A pre-season focus group discussion conducted with lead farmers in Sagara Village, Kongwa District, in early November, 2022 (photo credit:ILRI/Kanuti V. Tembo).

Smallholder farmers in Kongwa District, Tanzania, use the iSAT advisory tool to better manage climate risks

To help smallholder farmers make better agricultural decisions and reduce the negative effects of climate variability, the International Livestock Research Institute (ILRI) and partners have developed and piloted a method that delivers context-specific climate agro-advisories in Kongwa District, Tanzania. This effort, linked to the World Bank-funded ‘Accelerating Impacts of CGIAR Climate Research for Africa (AICCRA)' project, aims to increase resilience and sustainability in the face of changing climatic circumstances, boosting production and profitability, ensuring food security and improving livelihoods.

A 2021–2022 survey of 240 farmers in six villages, namely Sagara, Laikala, Moleti, Lengaji, Mlali and Nghumbi in Kongwa, found that smallholders there were lagging in the adoption and use of climate information services (CIS) to reduce risks in agricultural production. This was due to many reasons, but high illiteracy rates, incomprehensibility, unreliability, and poor timing of the climate information they received were among the main responses farmers gave.

‘Less than 55% of the farmers polled had access to weather forecasts by SMS, radio or TV, and only 40% of those could interpret the forecasts and utilize this information to make agronomic decisions,’ says Jacob Emanuel, an agrometeorologist, and research officer from ILRI Tanzania.

In addressing the challenges, the initiative team, which also includes experts from the International Crop Research Institute for the Semi-Arid Tropics (ICRISAT) and Tanzania Agricultural Research Institute (TARI), adopted the ‘intelligent agricultural Systems Advisory Tool (iSAT)’. This decision-support tool uses location-specific content (soils, crop varieties, etc.), seasonal forecasts from the Intergovernmental Authority on Development (IGAD), and medium-range forecasts from the Tanzanian Meteorology Authority (TMA) combined with agronomic advice from TARI to disseminate weekly messages to >280 farmers in the 2021/22 and 2022/23 wet seasons.

Disseminated weekly via a text message in Kiswahili, this content was sent to farmers both pre-seasons, for planning, and in-season, for tactical management, including the selection of lowest-risk planting and harvesting times in the dryland farming system. According to the post-season survey, access to advisories has changed the smallholder farmers’ mindset regarding the use of climate information, particularly in ensuring food security and boosting income stability. 

Mostly, farmers in the villages tend to replant when seeds do not germinate, but Charles Semsanya from Lengaji says he saved the double effort during the January–February dry season by closely following iSAT advice:

‘When I heard that there would be long periods of drought, I stopped planting crops until rainy periods were predicted again.’ 

According to Chilamatu Paul, an extension officer, the farmers are very happy with the information they receive and wish the initiative had started earlier. And Henry Mubi, a farmer from Lengaji Village, says he relies on the predictions from the iSAT messages to plan daily farming activities. 

‘We are very grateful for the agro-advisory predictions because they help us to anticipate weather changes. For example, after being informed that it would rain this week, we prepared the farm accordingly and have not been caught unawares by the current rainfall,’ Mubi says. 

‘Thank you very much for the information you have provided, it has been very helpful to me. I request that this service continues.’ Grace Chimaisi, a farmer from Nghumbi village adds.

This initiative is linked to the same communities that the USAID Feed the Future-funded Africa RISING (Africa Research in Sustainable Intensification for Next Generation) project worked with from 2011–2023 and aims to further improve production in dryland farming systems. Smallholder farmers' growing awareness and interest in adopting and using CIS provide an opportunity for governmental and non-governmental actors to re-evaluate and innovate the current CIS to increase the resilience, productivity, and sustainability of Kongwa District's rain-fed systems.

The study acknowledges the Academy for International Agricultural Research (ACINAR), ILRI, and the World Bank-funded ‘Accelerating Impacts of CGIAR Climate Research for Africa (AICCRA) project, (ID 173398). ACINAR, commissioned by the German Federal Ministry for Economic Cooperation and Development (BMZ), is carried out by ATSAF e.V. on behalf of the Deutsche Gesellschaft für Internationale Zusammenarbeit (GIZ) GmbH.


Work task: Check every line below for the word "Fund" and copy each one that has it.

Supplied data:
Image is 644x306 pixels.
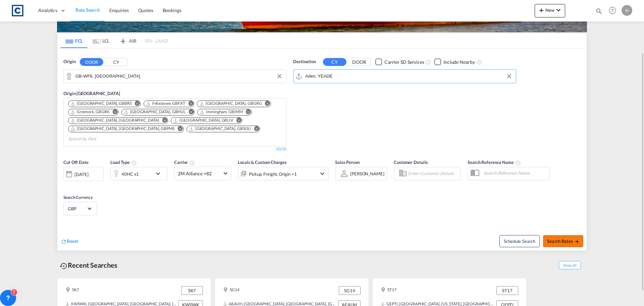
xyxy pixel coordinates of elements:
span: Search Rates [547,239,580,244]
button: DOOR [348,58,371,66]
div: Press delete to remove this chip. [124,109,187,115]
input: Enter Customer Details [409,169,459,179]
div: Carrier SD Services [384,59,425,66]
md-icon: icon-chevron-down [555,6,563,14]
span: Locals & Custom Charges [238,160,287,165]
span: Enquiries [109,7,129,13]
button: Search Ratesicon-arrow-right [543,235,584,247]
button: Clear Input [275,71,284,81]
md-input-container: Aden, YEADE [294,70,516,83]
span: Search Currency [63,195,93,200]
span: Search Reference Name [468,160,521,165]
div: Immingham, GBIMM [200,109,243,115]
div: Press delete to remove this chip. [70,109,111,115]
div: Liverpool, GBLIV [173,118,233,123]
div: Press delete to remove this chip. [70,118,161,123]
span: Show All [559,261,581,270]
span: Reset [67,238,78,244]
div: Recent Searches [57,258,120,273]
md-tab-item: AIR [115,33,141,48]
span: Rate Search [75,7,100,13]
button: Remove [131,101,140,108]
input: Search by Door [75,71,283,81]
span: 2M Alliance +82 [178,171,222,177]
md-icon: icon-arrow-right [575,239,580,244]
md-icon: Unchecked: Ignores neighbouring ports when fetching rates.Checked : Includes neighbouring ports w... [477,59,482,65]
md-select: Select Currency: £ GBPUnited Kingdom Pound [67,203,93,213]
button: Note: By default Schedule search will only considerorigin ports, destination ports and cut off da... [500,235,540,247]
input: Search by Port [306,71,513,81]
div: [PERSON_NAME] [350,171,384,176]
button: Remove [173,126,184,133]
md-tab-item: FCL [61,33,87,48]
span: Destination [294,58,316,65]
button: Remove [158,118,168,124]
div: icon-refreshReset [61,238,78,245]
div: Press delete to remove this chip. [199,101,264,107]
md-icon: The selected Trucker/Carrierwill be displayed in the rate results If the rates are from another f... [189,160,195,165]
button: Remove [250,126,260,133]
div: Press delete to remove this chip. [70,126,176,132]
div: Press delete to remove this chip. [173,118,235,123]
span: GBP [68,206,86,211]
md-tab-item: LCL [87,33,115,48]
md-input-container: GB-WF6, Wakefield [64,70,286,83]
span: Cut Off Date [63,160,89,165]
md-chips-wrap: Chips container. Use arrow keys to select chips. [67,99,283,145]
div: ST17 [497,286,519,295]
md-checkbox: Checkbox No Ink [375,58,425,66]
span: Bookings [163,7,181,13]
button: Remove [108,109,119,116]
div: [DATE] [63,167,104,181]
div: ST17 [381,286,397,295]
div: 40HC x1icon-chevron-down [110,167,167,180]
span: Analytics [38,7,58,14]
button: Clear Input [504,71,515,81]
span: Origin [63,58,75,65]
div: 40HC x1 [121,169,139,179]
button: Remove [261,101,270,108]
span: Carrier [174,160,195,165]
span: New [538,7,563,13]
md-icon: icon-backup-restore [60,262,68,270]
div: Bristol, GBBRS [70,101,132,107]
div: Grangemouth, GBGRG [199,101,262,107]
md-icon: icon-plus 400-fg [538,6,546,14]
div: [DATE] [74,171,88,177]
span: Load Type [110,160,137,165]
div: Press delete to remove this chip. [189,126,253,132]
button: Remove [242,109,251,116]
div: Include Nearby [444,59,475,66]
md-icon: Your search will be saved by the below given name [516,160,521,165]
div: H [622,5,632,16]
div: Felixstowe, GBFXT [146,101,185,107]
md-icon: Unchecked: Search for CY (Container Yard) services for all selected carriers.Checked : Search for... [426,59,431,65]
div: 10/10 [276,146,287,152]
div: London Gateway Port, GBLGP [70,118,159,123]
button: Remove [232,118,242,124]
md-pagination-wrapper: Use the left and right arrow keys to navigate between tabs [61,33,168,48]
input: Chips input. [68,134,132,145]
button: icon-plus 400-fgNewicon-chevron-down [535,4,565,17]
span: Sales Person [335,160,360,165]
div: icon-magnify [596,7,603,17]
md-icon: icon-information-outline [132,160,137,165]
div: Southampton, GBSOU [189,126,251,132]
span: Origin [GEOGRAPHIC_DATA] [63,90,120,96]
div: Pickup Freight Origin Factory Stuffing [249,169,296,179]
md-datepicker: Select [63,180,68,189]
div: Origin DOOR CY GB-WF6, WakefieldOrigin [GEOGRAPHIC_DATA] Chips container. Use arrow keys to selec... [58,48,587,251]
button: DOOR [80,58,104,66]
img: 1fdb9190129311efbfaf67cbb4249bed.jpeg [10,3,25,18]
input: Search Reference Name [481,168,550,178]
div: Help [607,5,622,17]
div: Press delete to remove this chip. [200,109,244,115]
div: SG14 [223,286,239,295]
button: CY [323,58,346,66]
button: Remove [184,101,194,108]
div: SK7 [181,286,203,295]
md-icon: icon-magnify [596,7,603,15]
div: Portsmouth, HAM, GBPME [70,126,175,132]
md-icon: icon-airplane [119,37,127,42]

--

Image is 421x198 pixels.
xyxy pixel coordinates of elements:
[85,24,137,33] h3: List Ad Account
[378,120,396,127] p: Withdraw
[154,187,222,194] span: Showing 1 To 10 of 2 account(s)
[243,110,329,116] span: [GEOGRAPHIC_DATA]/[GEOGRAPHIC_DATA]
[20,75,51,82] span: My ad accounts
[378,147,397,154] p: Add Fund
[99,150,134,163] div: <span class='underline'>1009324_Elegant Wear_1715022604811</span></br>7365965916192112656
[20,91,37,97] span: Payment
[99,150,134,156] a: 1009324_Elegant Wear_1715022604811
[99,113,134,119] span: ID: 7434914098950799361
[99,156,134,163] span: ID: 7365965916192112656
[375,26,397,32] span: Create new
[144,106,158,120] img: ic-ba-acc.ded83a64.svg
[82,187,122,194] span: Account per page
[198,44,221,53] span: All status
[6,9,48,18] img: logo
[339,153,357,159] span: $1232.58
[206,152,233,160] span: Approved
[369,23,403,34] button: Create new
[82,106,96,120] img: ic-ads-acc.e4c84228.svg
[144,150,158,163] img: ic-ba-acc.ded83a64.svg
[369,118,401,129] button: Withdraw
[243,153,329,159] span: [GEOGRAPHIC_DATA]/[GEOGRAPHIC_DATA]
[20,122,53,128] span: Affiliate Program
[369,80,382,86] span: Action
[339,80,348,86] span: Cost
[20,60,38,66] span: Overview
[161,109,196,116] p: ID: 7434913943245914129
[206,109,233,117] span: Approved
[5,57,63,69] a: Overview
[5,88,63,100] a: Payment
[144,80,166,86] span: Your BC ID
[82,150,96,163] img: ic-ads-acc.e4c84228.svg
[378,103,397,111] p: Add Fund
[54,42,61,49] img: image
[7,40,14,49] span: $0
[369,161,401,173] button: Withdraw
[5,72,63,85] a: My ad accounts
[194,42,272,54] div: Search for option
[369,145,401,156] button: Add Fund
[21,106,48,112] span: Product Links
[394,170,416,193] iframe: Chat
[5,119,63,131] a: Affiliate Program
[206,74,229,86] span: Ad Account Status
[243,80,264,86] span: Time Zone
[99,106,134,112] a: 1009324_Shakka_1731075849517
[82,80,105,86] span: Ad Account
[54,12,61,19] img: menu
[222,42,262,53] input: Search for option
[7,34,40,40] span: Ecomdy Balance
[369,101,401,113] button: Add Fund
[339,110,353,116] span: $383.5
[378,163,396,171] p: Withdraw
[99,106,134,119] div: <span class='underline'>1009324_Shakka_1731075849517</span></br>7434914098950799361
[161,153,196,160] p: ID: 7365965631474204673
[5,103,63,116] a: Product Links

Result:
[378,147,397,154] p: Add Fund
[378,103,397,111] p: Add Fund
[369,145,401,156] button: Add Fund
[369,101,401,113] button: Add Fund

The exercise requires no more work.